This collection of plays showcases Hellman’s best talent: hard-nosed storytelling full of wit and style. Hellman wrote her first play, The Children’s Hour, in 1934, and in it tells the story of an exclusive all-girls’ school brought to its knees after rumors of lesbianism surrounding the headmistresses are viciously started by one of the school’s less scrupulous students. The controversial storyline made the work too racy for the screen under the newly-passed Hays Code, and it wasn’t until 1961 that Hellman, with director William Wyler, got to see her script grace the cinema. Readers of the play and viewers of the film will notice the glaring absence of any mention of the word “lesbian,” but the portrayal of the scandal was still shocking to viewers at the time, and, as Susie Bright points out in the video below, still strikes a chord with queer viewers today.

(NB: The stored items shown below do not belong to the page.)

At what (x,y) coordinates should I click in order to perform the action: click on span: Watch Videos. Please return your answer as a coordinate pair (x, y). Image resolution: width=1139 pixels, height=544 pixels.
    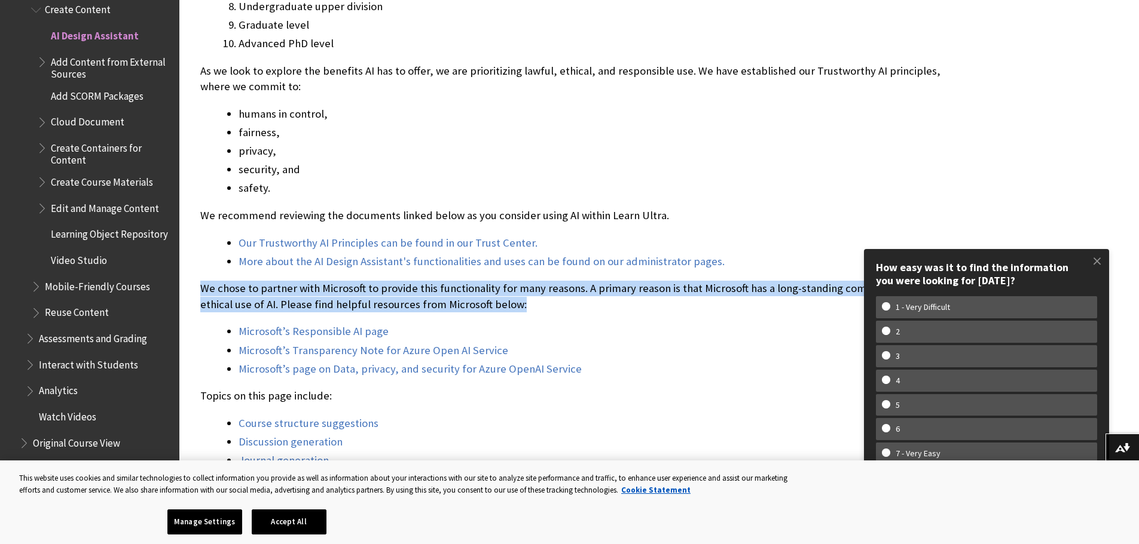
    Looking at the image, I should click on (68, 415). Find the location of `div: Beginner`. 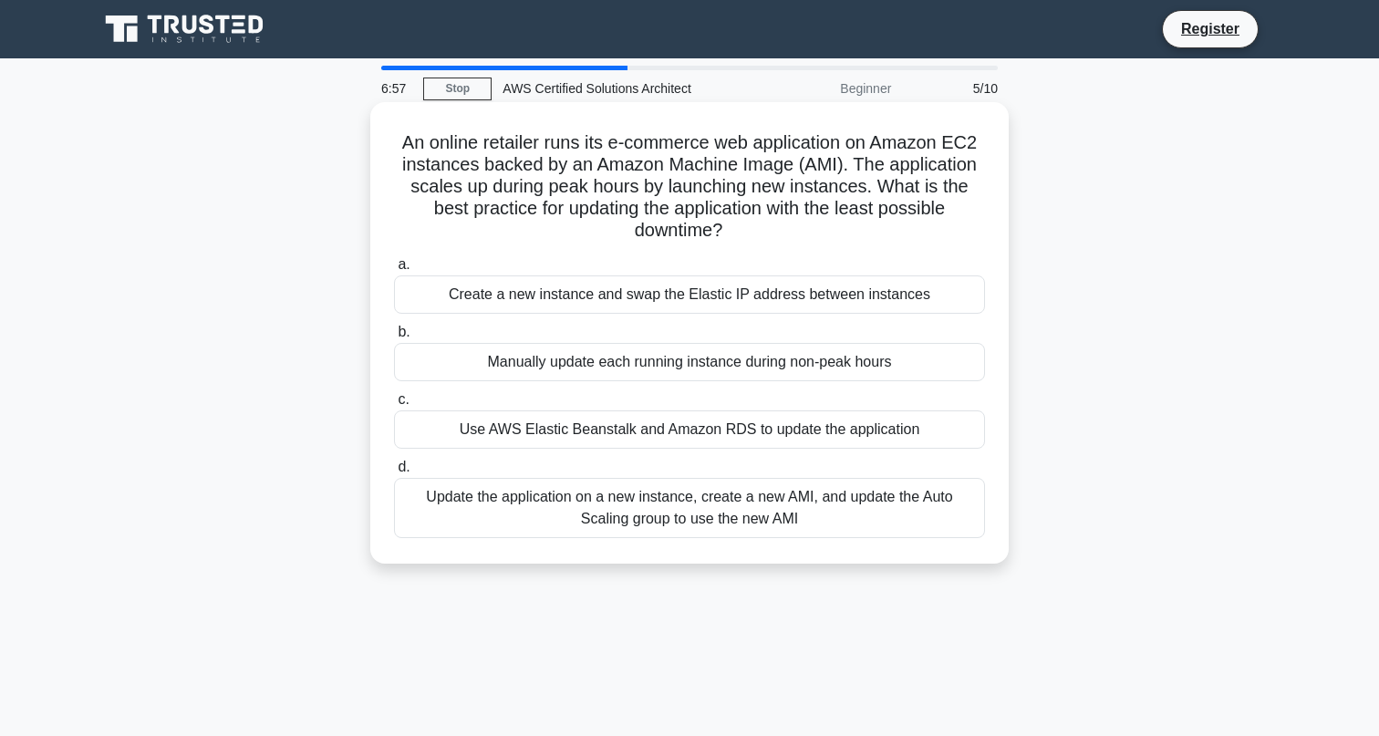

div: Beginner is located at coordinates (822, 88).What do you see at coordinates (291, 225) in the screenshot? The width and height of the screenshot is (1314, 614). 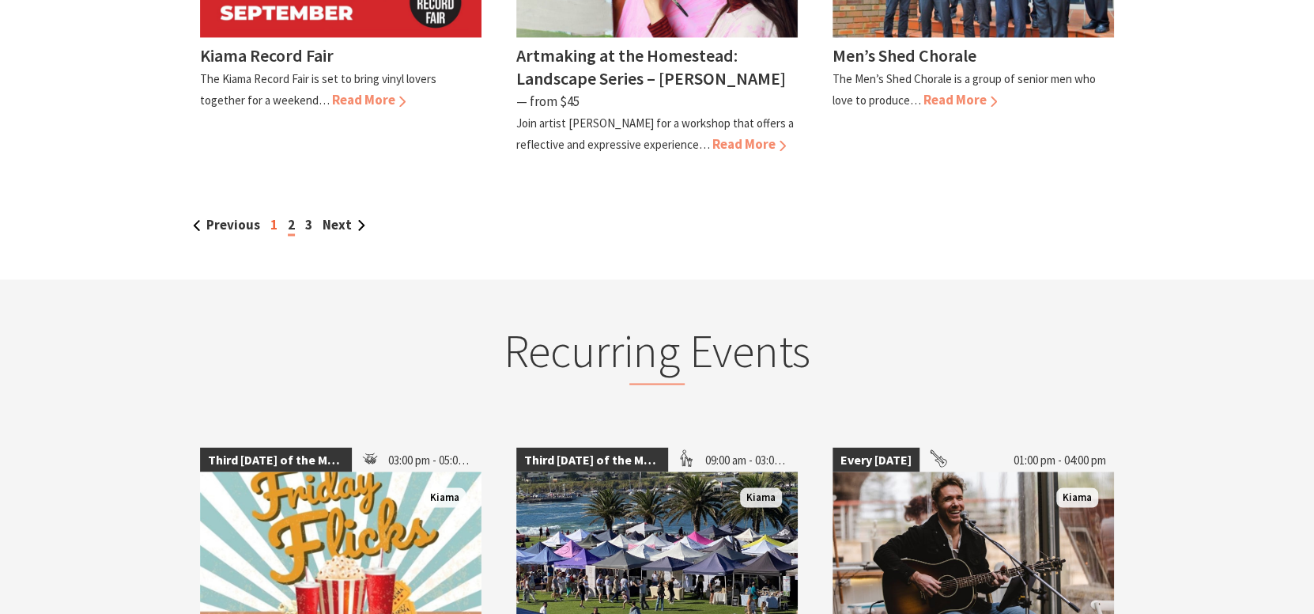 I see `span: 2` at bounding box center [291, 225].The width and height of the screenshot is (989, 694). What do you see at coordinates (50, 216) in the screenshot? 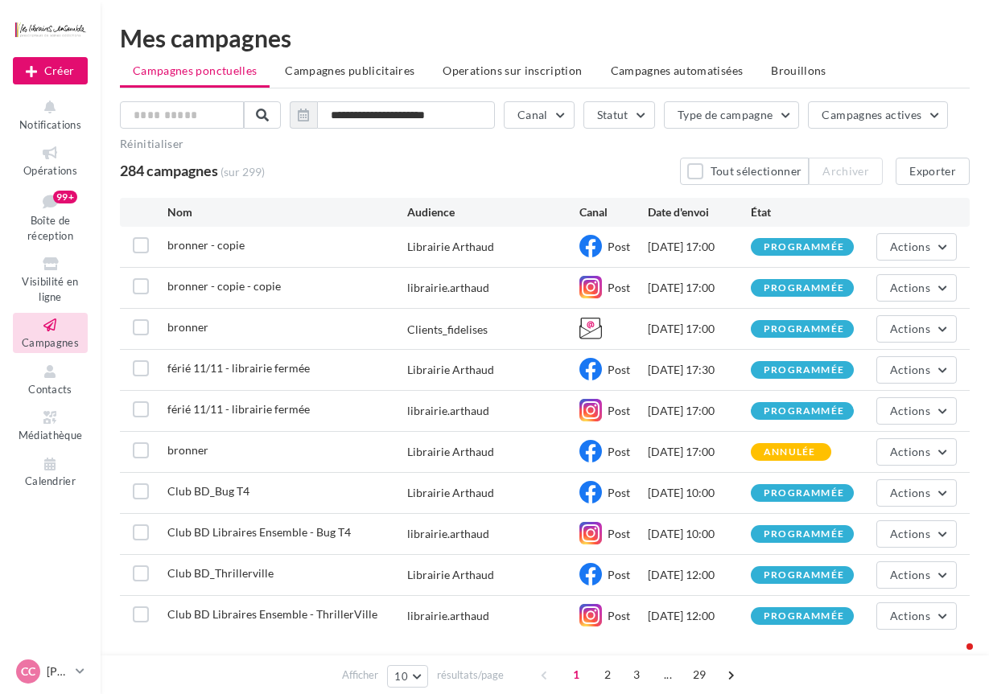
I see `a: Boîte de réception99+` at bounding box center [50, 216]. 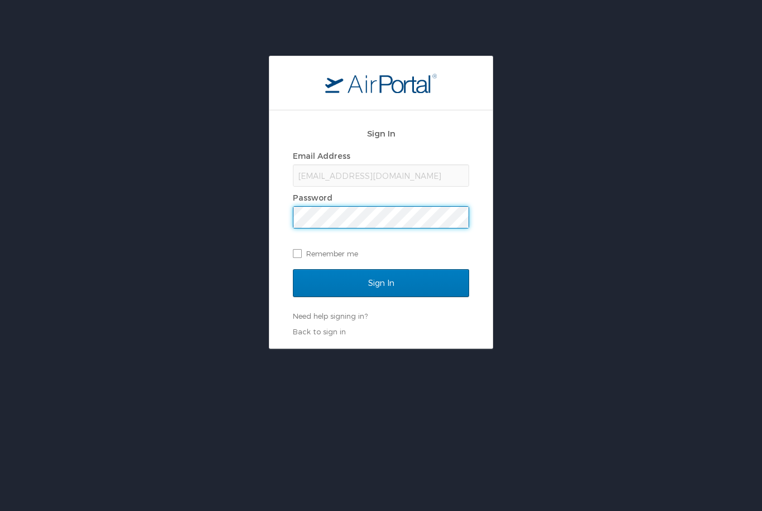 What do you see at coordinates (381, 254) in the screenshot?
I see `label: Remember me` at bounding box center [381, 254].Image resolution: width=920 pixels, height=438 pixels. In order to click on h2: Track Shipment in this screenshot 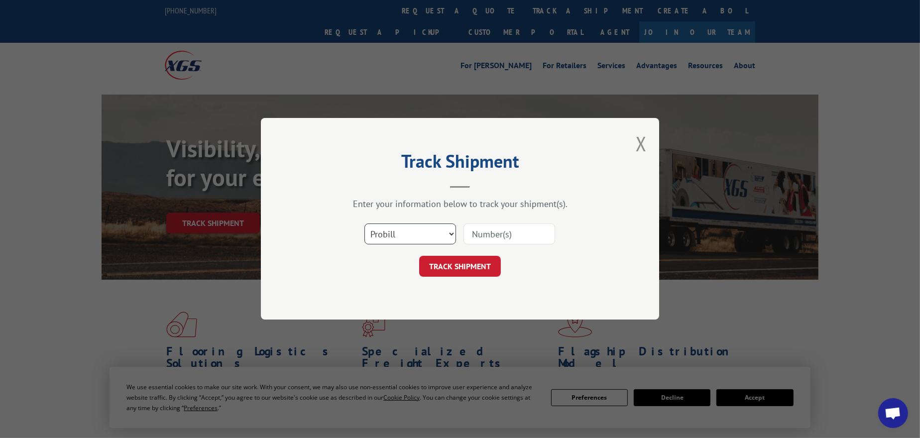, I will do `click(460, 164)`. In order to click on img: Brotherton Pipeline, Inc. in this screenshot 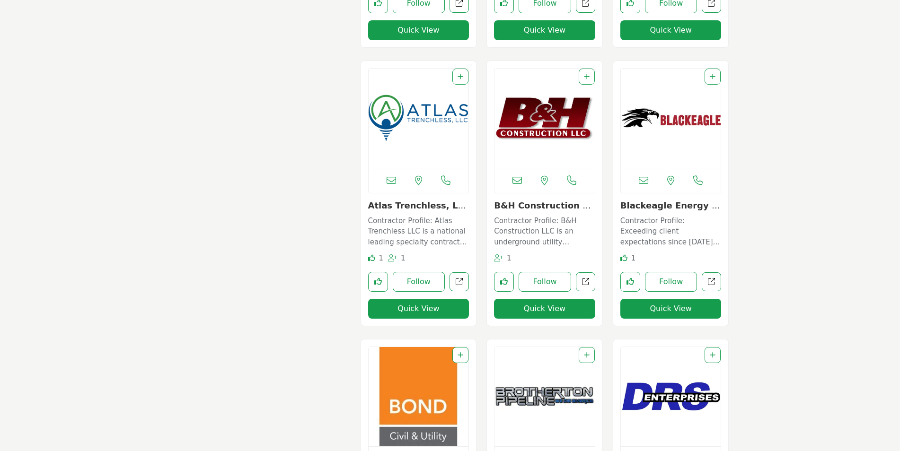, I will do `click(544, 397)`.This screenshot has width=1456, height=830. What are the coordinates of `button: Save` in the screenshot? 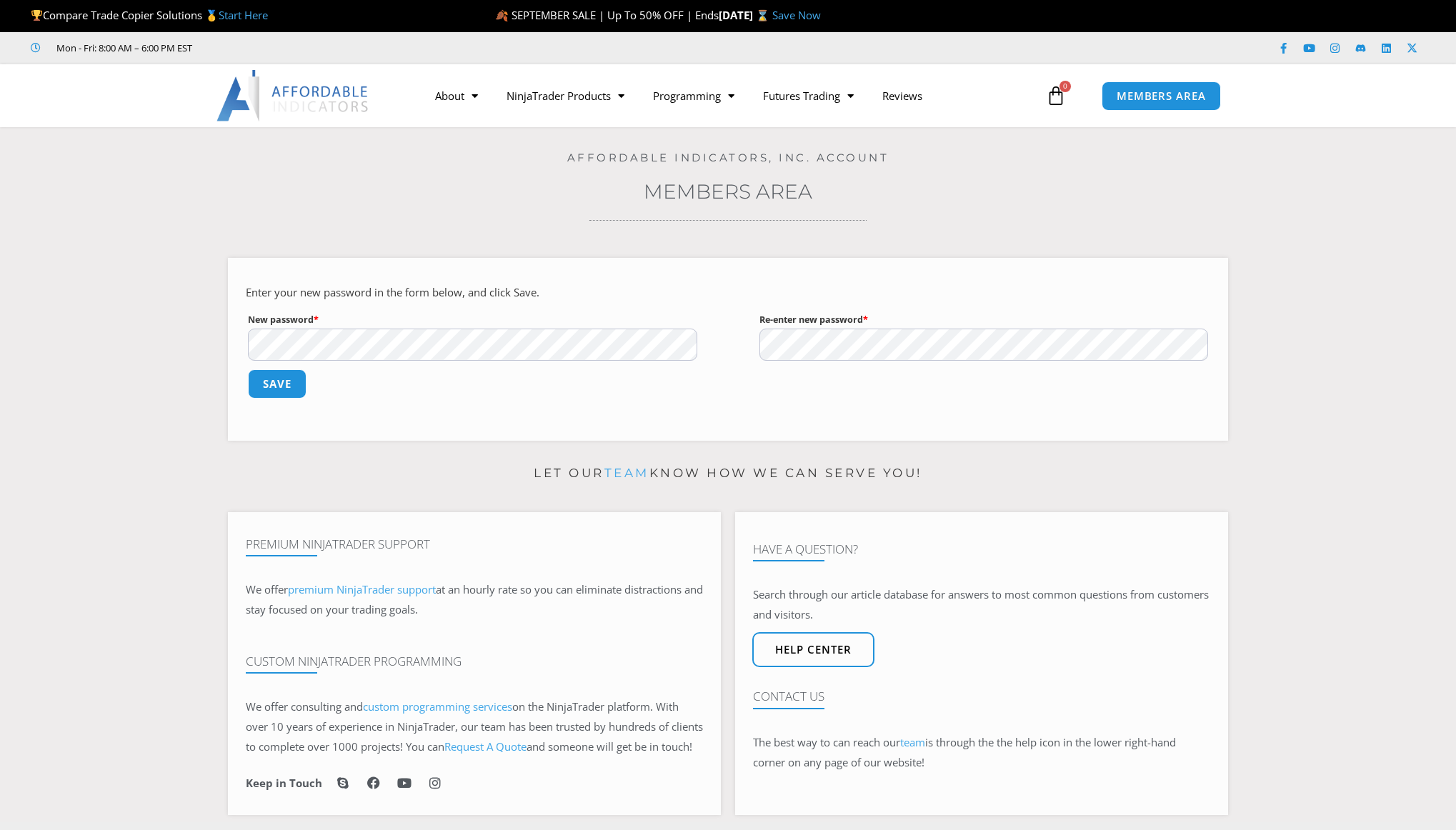 It's located at (277, 383).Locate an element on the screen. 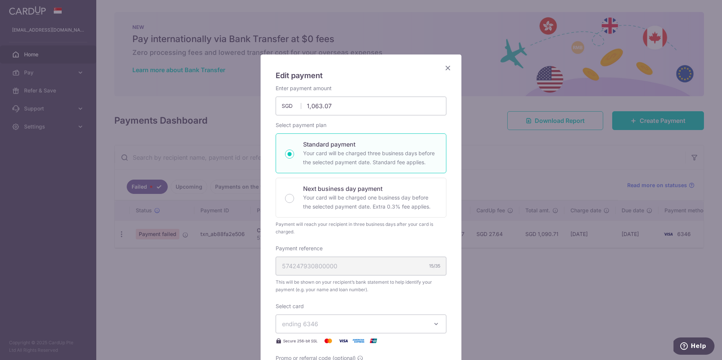 This screenshot has height=360, width=722. p: Your card will be charged one business day before the selected payment date. Extra 0.3% fee applies. is located at coordinates (370, 202).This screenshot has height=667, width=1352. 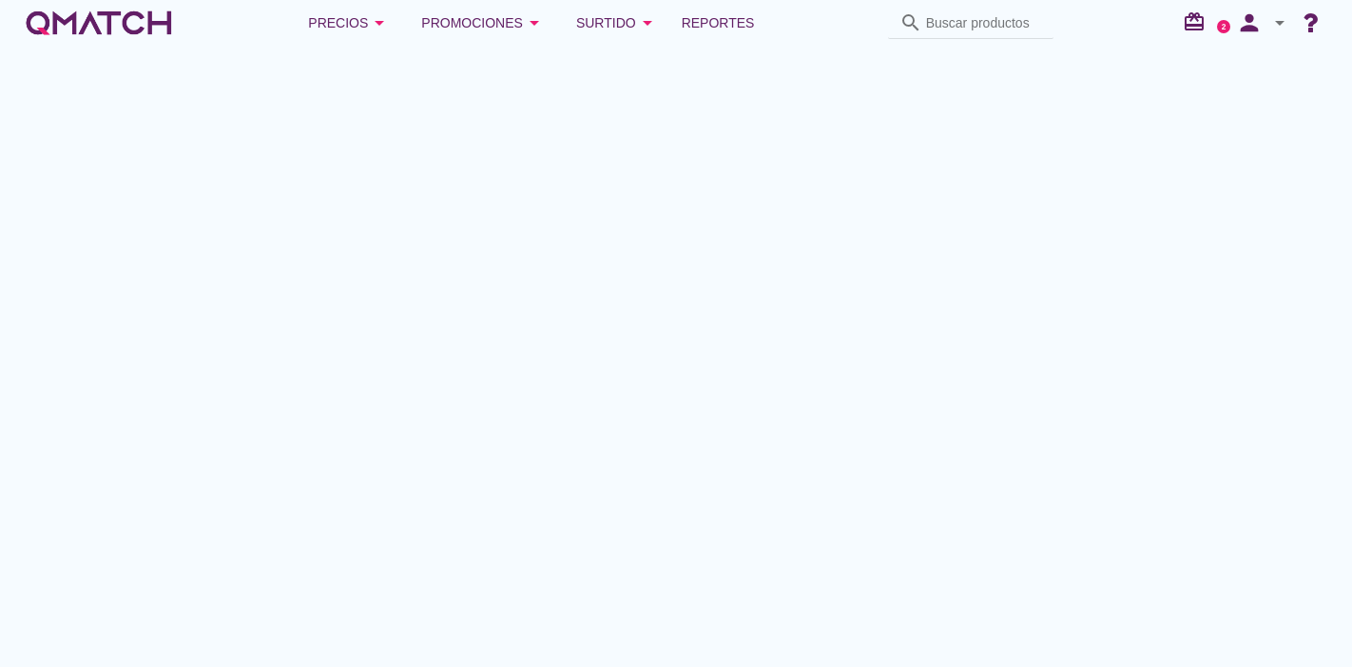 I want to click on i: search, so click(x=911, y=23).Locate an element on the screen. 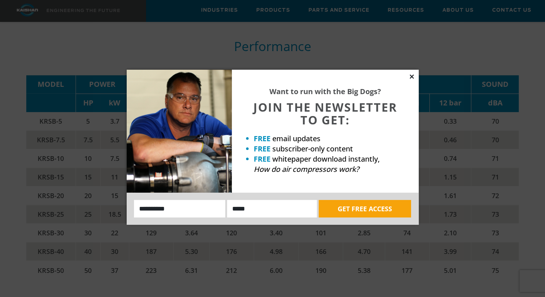 This screenshot has height=297, width=545. span: whitepaper download instantly, is located at coordinates (326, 159). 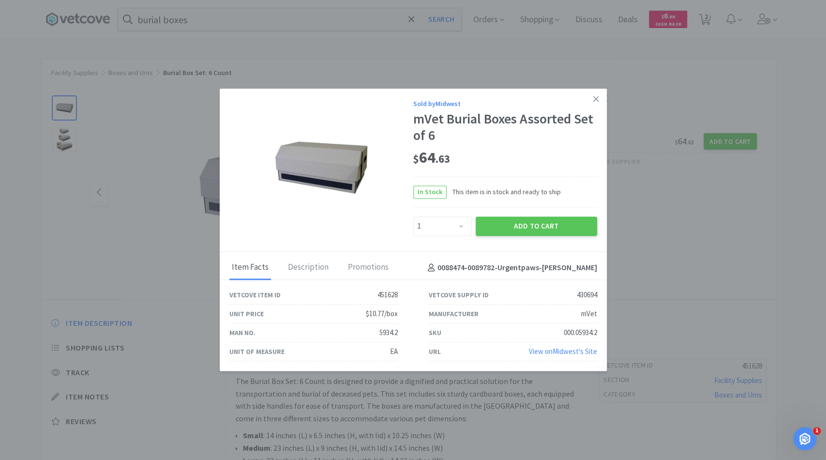 I want to click on div: Item Facts, so click(x=250, y=268).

The rest of her playwriting career, as presented in this volume, takes us to places political, as she explores fascism and strike-breaking, and personal, as she explores greed and corruption within the family unit. All of her plays feature strong female characters (sometimes viciously so) and she served to lend a female voice to the otherwise male-dominated theater, opening the door for the likes of Eve Ensler and Wendy Wasserstein.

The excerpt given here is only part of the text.